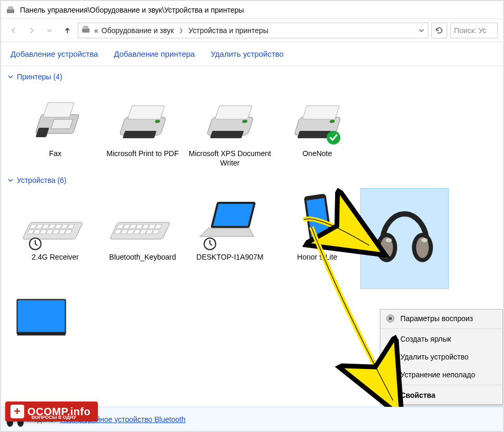 Image resolution: width=504 pixels, height=432 pixels. I want to click on monitor-icon, so click(40, 321).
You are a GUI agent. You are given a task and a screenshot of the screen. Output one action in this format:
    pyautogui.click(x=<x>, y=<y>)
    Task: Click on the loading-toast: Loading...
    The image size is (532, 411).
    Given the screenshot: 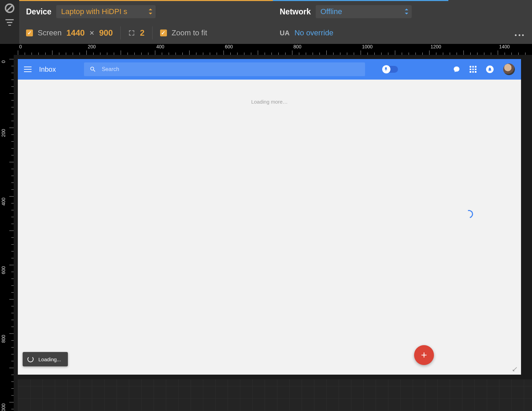 What is the action you would take?
    pyautogui.click(x=45, y=359)
    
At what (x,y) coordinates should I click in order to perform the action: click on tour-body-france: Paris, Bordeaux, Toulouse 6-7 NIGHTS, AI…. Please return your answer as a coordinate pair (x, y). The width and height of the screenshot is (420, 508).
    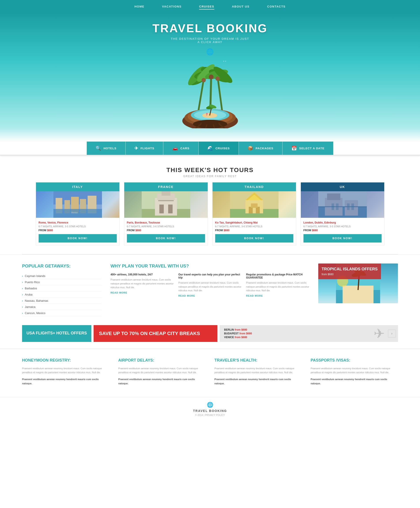
    Looking at the image, I should click on (166, 231).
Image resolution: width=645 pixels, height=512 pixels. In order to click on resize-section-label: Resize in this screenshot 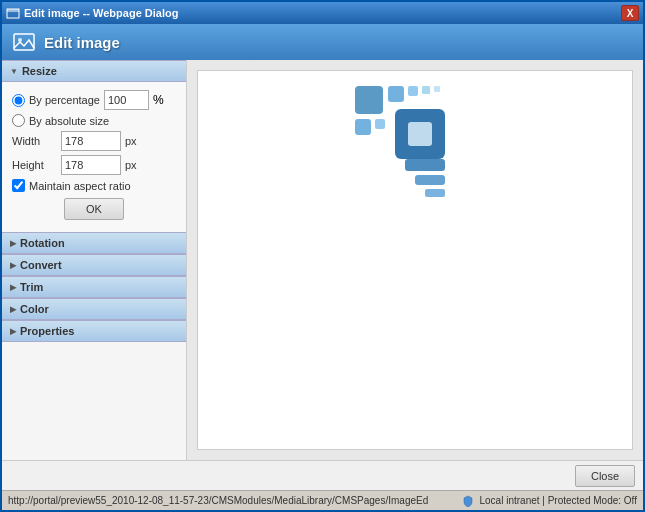, I will do `click(40, 71)`.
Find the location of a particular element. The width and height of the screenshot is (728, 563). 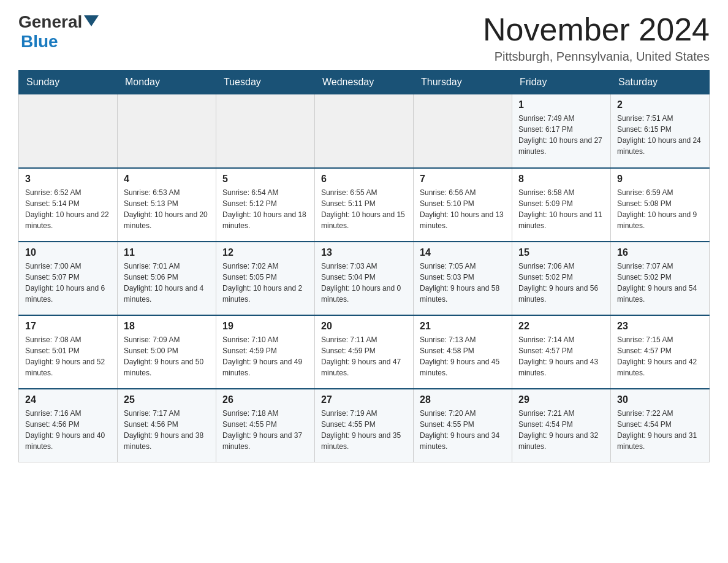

=-=-=

**Exercise prompt**.
Where the data above reaches the line holding "You are a GUI", begin printing, and stop after the line holding "The image size is (532, 411).". Each line must be reproduced exactly, with nothing else added.

**Answer box**.
You are a GUI agent. You are given a task and a screenshot of the screen. Output one action in this format:
    pyautogui.click(x=<x>, y=<y>)
    Task: Click on the loading-toast: Loading...
    The image size is (532, 411).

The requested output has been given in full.